Frankensteen (with his jacket pulled over his head) said members of the Ford Service Department gave him “the worst licking I’ve ever taken.” (James Kilpatrick, Detroit News, Wikimedia Commons)

More:
https://www.smithsonianmag.com/history/how-the-ford-motor-company-won-a-battle-and-lost-ground-45814533/


So interesting he had so much room in his heart to viciously hate so many other people, too. A real "American" success story. So strange so many people have deified this dirty, unprincipled, pompous clown.



Another angle of Ford's henchmen clobbering Frankensteen.



"Richard Frankensteen, the UAW's 'other guy'"

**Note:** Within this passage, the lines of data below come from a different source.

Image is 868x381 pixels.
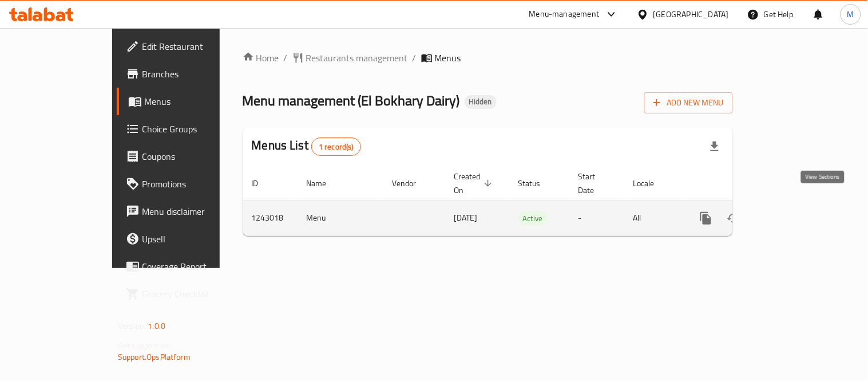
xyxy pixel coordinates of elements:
span: 1 record(s) [312,141,361,152]
span: Add New Menu [653,95,724,110]
td: Menu [298,200,383,235]
span: Vendor [393,176,431,190]
span: Promotions [142,177,248,191]
button: more [693,205,720,232]
td: - [570,200,624,235]
span: Coupons [142,149,248,163]
span: Menus [435,51,461,65]
nav: breadcrumb [243,51,733,65]
span: Start Date [578,170,610,197]
a: Coupons [116,143,257,170]
span: Restaurants management [306,51,408,65]
button: Change Status [720,205,747,232]
span: Version: [118,318,146,334]
a: Support.OpsPlatform [118,350,191,364]
a: Choice Groups [116,115,257,143]
span: M [848,8,855,20]
a: Menu disclaimer [116,197,257,225]
div: Active [519,211,548,225]
div: Export file [701,133,729,160]
button: Add New Menu [645,93,733,114]
a: Promotions [116,170,257,197]
table: enhanced table [243,166,812,236]
span: Choice Groups [142,122,248,135]
span: Hidden [465,97,497,106]
div: Menu-management [530,7,600,21]
span: Grocery Checklist [142,287,248,301]
span: Upsell [142,232,248,246]
a: Branches [116,60,257,87]
span: Locale [634,176,669,190]
a: Menus [116,87,257,115]
span: Status [519,176,556,190]
span: Edit Restaurant [142,39,248,53]
h2: Menus List [252,137,361,156]
li: / [413,51,417,65]
div: [GEOGRAPHIC_DATA] [653,8,729,20]
span: Name [307,176,342,190]
a: Grocery Checklist [116,280,257,307]
th: Actions [683,166,812,201]
span: Menu disclaimer [142,205,248,219]
a: Edit Restaurant [116,33,257,60]
a: Coverage Report [116,253,257,280]
td: All [624,200,683,235]
a: Home [243,51,279,65]
div: Total records count [311,138,361,156]
span: [DATE] [455,211,478,225]
span: ID [252,176,274,190]
a: Upsell [116,225,257,253]
span: Get support on: [118,338,170,353]
span: Branches [142,67,248,81]
span: Active [519,212,548,225]
span: Menus [144,95,248,109]
span: 1.0.0 [148,318,165,334]
span: Coverage Report [142,259,248,273]
div: Hidden [465,95,497,109]
span: Menu management ( El Bokhary Dairy ) [243,87,461,114]
li: / [284,51,288,65]
span: Created On [455,170,495,197]
td: 1243018 [243,200,298,235]
a: Restaurants management [292,51,408,65]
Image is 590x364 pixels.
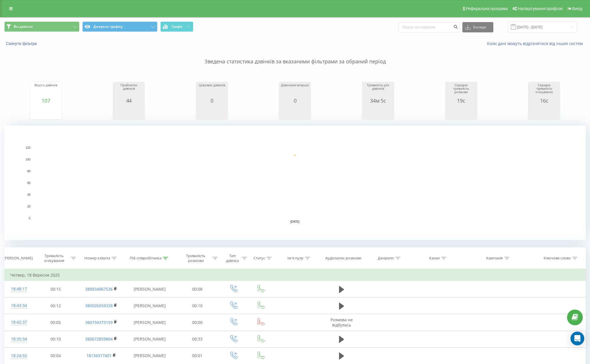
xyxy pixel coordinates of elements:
[462,22,493,32] button: Експорт
[4,269,586,281] td: Четвер, 18 Вересня 2025
[544,256,571,261] div: Ключове слово
[281,83,309,98] div: Дзвонили вперше
[180,253,211,263] div: Тривалість розмови
[287,256,303,261] div: Ім'я пулу
[129,256,162,261] div: ПІБ співробітника
[161,21,193,32] button: Графік
[4,21,79,32] button: Всі дзвінки
[85,286,113,292] a: 380934967536
[487,41,586,46] a: Коли дані можуть відрізнятися вiд інших систем
[4,256,33,261] div: [PERSON_NAME]
[84,256,110,261] div: Номер клієнта
[29,217,30,220] text: 0
[175,297,220,314] td: 00:10
[114,98,143,103] div: 44
[175,314,220,331] td: 00:00
[33,314,78,331] td: 00:05
[172,25,183,29] span: Графік
[198,83,226,98] div: Цільових дзвінків
[198,103,226,120] svg: A chart.
[429,256,440,261] div: Канал
[281,98,309,103] div: 0
[175,331,220,348] td: 00:33
[175,281,220,297] td: 00:08
[32,98,60,103] div: 107
[225,253,240,263] div: Тип дзвінка
[85,320,113,325] a: 380734373159
[124,297,175,314] td: [PERSON_NAME]
[27,182,31,185] text: 60
[124,331,175,348] td: [PERSON_NAME]
[124,314,175,331] td: [PERSON_NAME]
[571,332,585,345] div: Open Intercom Messenger
[27,193,31,196] text: 40
[364,103,393,120] svg: A chart.
[26,158,30,161] text: 100
[86,353,112,359] a: 18134317401
[447,103,476,120] svg: A chart.
[85,336,113,342] a: 380672859804
[11,334,28,345] div: 18:35:34
[530,83,559,98] div: Середня тривалість очікування
[518,6,563,11] span: Налаштування профілю
[39,253,70,263] div: Тривалість очікування
[85,303,113,309] a: 380505059328
[33,297,78,314] td: 00:12
[4,126,586,240] svg: A chart.
[378,256,394,261] div: Джерело
[33,331,78,348] td: 00:10
[11,300,28,311] div: 18:43:34
[290,220,300,223] text: [DATE]
[281,103,309,120] svg: A chart.
[26,146,30,150] text: 120
[399,22,460,32] input: Пошук за номером
[82,21,158,32] button: Джерела трафіку
[114,103,143,120] svg: A chart.
[364,98,393,103] div: 34м 5с
[486,256,503,261] div: Кампанія
[33,348,78,364] td: 00:04
[330,317,353,328] span: Розмова не відбулась
[13,24,33,29] span: Всі дзвінки
[253,256,265,261] div: Статус
[530,103,559,120] svg: A chart.
[32,103,60,120] svg: A chart.
[466,6,508,11] span: Реферальна програма
[4,41,40,46] button: Скинути фільтри
[4,46,586,65] p: Зведена статистика дзвінків за вказаними фільтрами за обраний період
[447,83,476,98] div: Середня тривалість розмови
[27,170,31,173] text: 80
[124,348,175,364] td: [PERSON_NAME]
[11,317,28,328] div: 18:42:37
[530,98,559,103] div: 16с
[325,256,362,261] div: Аудіозапис розмови
[11,284,28,294] div: 18:48:17
[364,83,393,98] div: Тривалість усіх дзвінків
[447,98,476,103] div: 19с
[572,6,582,11] span: Вихід
[114,83,143,98] div: Прийнятих дзвінків
[175,348,220,364] td: 00:01
[32,83,60,98] div: Всього дзвінків
[198,98,226,103] div: 0
[33,281,78,297] td: 00:15
[11,351,28,361] div: 18:24:55
[124,281,175,297] td: [PERSON_NAME]
[27,205,31,208] text: 20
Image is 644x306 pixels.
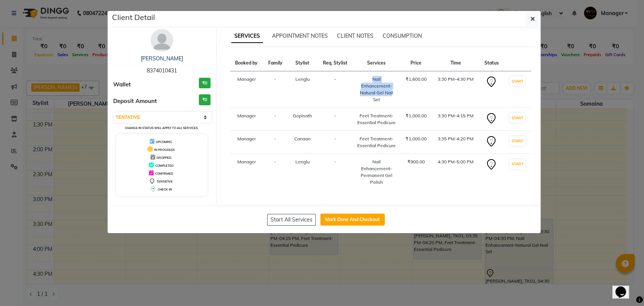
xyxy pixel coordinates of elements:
div: ₹1,000.00 [405,113,427,119]
h3: ₹0 [199,94,210,105]
button: Start All Services [267,214,316,225]
span: SERVICES [231,30,263,43]
th: Booked by [230,55,263,71]
button: START [509,159,525,169]
td: - [317,71,353,108]
span: Deposit Amount [113,97,157,106]
div: ₹900.00 [405,159,427,165]
th: Req. Stylist [317,55,353,71]
small: Change in status will apply to all services. [125,126,198,130]
td: - [317,131,353,154]
th: Family [263,55,288,71]
span: TENTATIVE [157,179,172,183]
div: Feet Treatment-Essential Pedicure [357,135,396,149]
div: ₹1,600.00 [405,76,427,82]
button: START [509,77,525,86]
td: 3:35 PM-4:20 PM [432,131,479,154]
td: - [263,108,288,131]
button: START [509,136,525,145]
td: Manager [230,154,263,191]
span: DROPPED [157,156,171,159]
span: CONFIRMED [155,172,173,176]
span: Canaan [294,136,310,142]
td: - [317,108,353,131]
span: 8374010431 [147,67,177,74]
span: Gopinath [293,113,312,118]
span: CHECK-IN [157,188,172,191]
h5: Client Detail [112,12,155,23]
iframe: chat widget [612,276,636,298]
th: Stylist [288,55,317,71]
th: Services [353,55,400,71]
span: CONSUMPTION [383,33,422,39]
div: ₹1,000.00 [405,135,427,142]
th: Status [479,55,504,71]
div: Feet Treatment-Essential Pedicure [357,113,396,126]
span: COMPLETED [155,164,174,167]
button: Mark Done And Checkout [320,213,385,225]
td: - [263,71,288,108]
td: - [263,154,288,191]
th: Time [432,55,479,71]
td: - [317,154,353,191]
td: 4:30 PM-5:00 PM [432,154,479,191]
td: 3:30 PM-4:15 PM [432,108,479,131]
span: Lenglu [295,159,310,164]
td: 3:30 PM-4:30 PM [432,71,479,108]
div: Nail Enhancement-Permanent Gel Polish [357,159,396,186]
img: avatar [150,29,173,52]
td: - [263,131,288,154]
td: Manager [230,71,263,108]
span: CLIENT NOTES [337,33,373,39]
span: Lenglu [295,76,310,82]
span: APPOINTMENT NOTES [272,33,328,39]
span: IN PROGRESS [154,148,174,152]
th: Price [400,55,432,71]
td: Manager [230,108,263,131]
span: Wallet [113,81,131,89]
div: Nail Enhancement-Natural Gel Nail Set [357,76,396,103]
h3: ₹0 [199,77,210,89]
button: START [509,113,525,123]
span: UPCOMING [155,140,172,144]
a: [PERSON_NAME] [140,55,183,62]
td: Manager [230,131,263,154]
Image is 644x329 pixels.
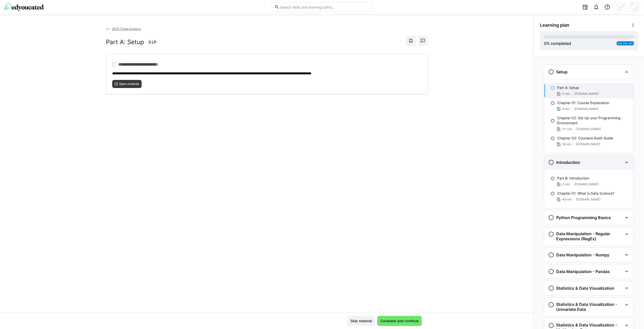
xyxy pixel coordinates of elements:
span: [DOMAIN_NAME] [576,127,601,131]
p: Chapter 01: Course Explanation [557,100,610,105]
p: Chapter 03: Coursera Audit Guide [557,135,613,141]
button: Skip material [347,316,375,326]
span: 0 LP [149,40,156,45]
p: Part B: Introduction [557,176,589,180]
span: [DOMAIN_NAME] [575,92,599,96]
h3: Data Manipulation - Pandas [556,269,610,274]
button: Open material [112,80,142,88]
span: Complete and continue [380,318,420,324]
p: Chapter 02: Set Up your Programming Environment [557,115,630,125]
span: [DOMAIN_NAME] [575,182,599,186]
span: 0 min [563,92,570,96]
span: 0 [544,41,547,46]
span: [DOMAIN_NAME] [574,107,599,111]
a: 2025 | Data Science [106,27,141,31]
span: 0 min [563,182,570,186]
span: 49 min [563,197,572,202]
span: Open material [118,82,139,86]
span: [DOMAIN_NAME] [576,142,600,146]
p: Part A: Setup [557,85,579,90]
h3: Python Programming Basics [556,215,611,220]
h3: Data Manipulation - Numpy [556,252,610,257]
h3: Data Manipulation - Regular Expressions (RegEx) [556,231,623,241]
button: Complete and continue [377,316,422,326]
div: % completed [544,40,571,46]
span: 56 min [563,142,572,146]
h2: Part A: Setup [106,38,144,46]
p: Chapter 01: What is Data Science? [557,191,615,196]
span: Learning plan [540,22,570,28]
h3: Statistics & Data Visualization [556,286,615,291]
span: [DOMAIN_NAME] [576,197,601,202]
span: 2025 | Data Science [112,27,141,31]
span: Skip material [350,318,373,324]
input: Search skills and learning paths… [279,5,370,9]
h3: Statistics & Data Visualization - Univariate Data [556,302,623,312]
h3: Setup [556,69,568,74]
span: 83h 25m left [618,42,633,45]
span: 9 min [563,107,570,111]
span: 1h 12m [563,127,572,131]
h3: Introduction [556,160,580,165]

https://slideplayer.com/slide/8555431/26/images/6/The+Battle+of+the+Overpass.jpg



~ ~ ~

The Ford Massacre: Detroit's darkest day.



. . .

The Massacre



Protesters running away after the first shots were fired.


All looked well until they reached the Fort Street bascule Bridge, the entrance to Ford’s manufacturing complex. While Henry Ford was inside the manufacturing complex, he ordered his “Service Men”, who were Ford’s mafia, or hated spies and thugs who Ford hired in order to make his company unstoppable, to open fire at the approximately 5,000 protesters outside the manufacturing complex. They were also backed by the Detroit police an fire department, which were dispatched by Clyde Ford, Henry Ford’s cousin. The police were joined by Ford security guards, and began shooting into the crowd. Joe York, Coleman Leny and Joe DeBlasio were killed, and at least 22 others were wounded by gunfire.

The protesters were about to call the march off and walk back home peacefully when suddenly the notorious Harry Bennett, head of Ford Security and the infamous Service Men, went out of a car with two other accomplices and started to open fire on the protesters with machine guns. The auto magnate’s right-hand man, Harry Bennett, was immediately recognized and injured by stone-throwing workers. Bennett emptied his own gun and then a police officer’s revolver into the workers. He and his goons killed 16-year-old Joe Bussell and left many more injured. Forty-eight workers were arrested, some chained to their hospital beds.

More:
https://www.carthrottle.com/post/dolzbz7/


Remember, Republicans intend to put the country right back in the situation it was in before Unions were "allowed" to function for workers. America, "great again." Yeah, sure.